Two of this month’s Windows 7 patches cause second-screen problems

Two German sites report graphics problems in some applications when using multiple monitors. Solution: Uninstall the bad patches.

Bug in Windows 7 security patches causes second-screen problems
Gerd Altmann (CC0)

We now have solid reports of a bug in both of the Windows 7 security patches for this month, KB 4034664 (the monthly rollup, installed by Windows Automatic Update) and KB 4034679 (the manual security-only patch). If you have a Windows 7 machine with two or more monitors and there’s something weird happening with the second monitor, you may be able to solve the problem by uninstalling the bad patch.

I first read about the problems last Saturday on Günter Born’s Born City blog.
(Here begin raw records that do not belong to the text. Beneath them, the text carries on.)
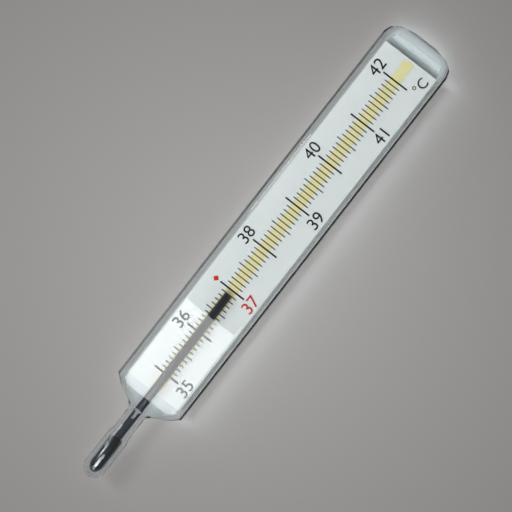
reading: 36.9 °C
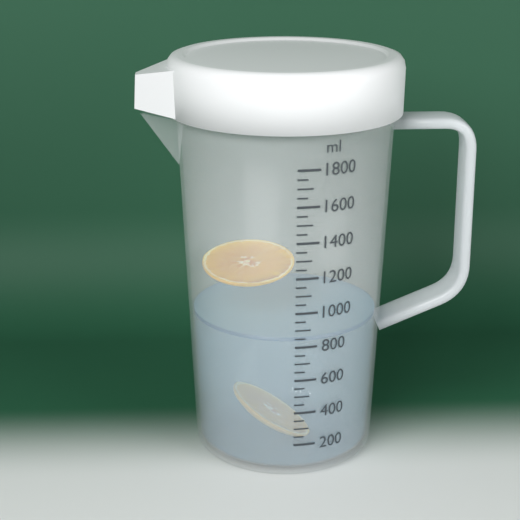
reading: 850 ml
He documented bugs in the second-screen display of PDFs using PDF-Xchange Viewer, problems with the second screen in IrfanView, Adobe Reader, Excel VBA, MathLab, ACDSee, some Java applications, and Office 2013 garbling window titles, scrollbars, and other screen elements.
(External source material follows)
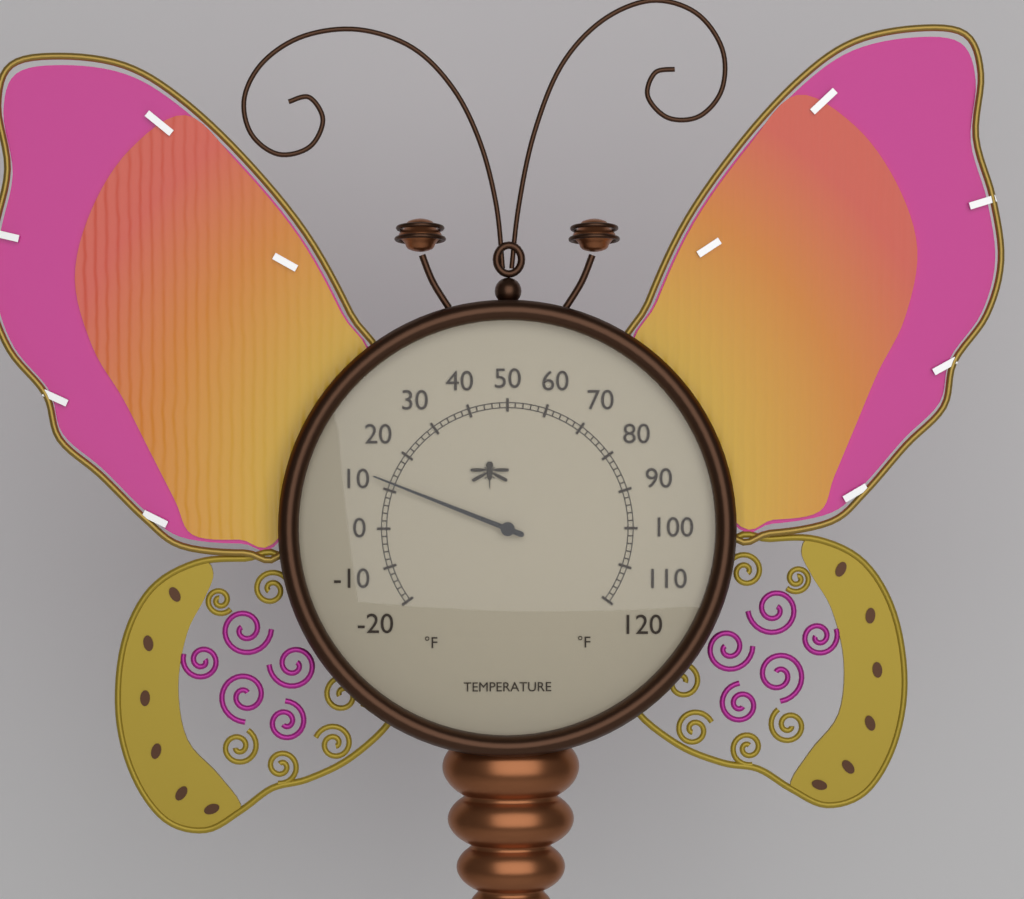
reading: 12 °F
This morning there’s a detailed analysis from Christian “NineBerry” Schwarz on his Wolfsbeeren blog:

In applications, graphics or controls are not shown or shown distorted. You might, for example, only see an empty background with missing foreground graphics or missing controls. Or you see the Desktop or parts of a different application in parts of the currently active application.

These graphical problems only appear on secondary monitors, not on the main monitor and possibly also depending on the position of the application window within the secondary monitor.

Schwarz offers these workarounds:

  1. Upgrade to Windows 10 / Server 2012
  2. Uninstall KB4034664 / KB4034679 patches from the system
  3. Log on with a user that is a full local administrator
  4. Only use the application on the main monitor, not a secondary monitor
  5. Arrange the monitors such that no part of a monitor has negative screen coordinates.

He goes on to describe negative screen coordinates:

When you have multiple monitors, one of these monitors becomes the main monitor. Screen coordinates are relative to the main monitor. So, screen coordinates can be negative when a monitor is positioned left of or higher than the main monitor.

He then steps through the methods for resolving the problem. Schwartz tops it off with a Proof of Concept program that faithfully reproduces the problem in all its glory.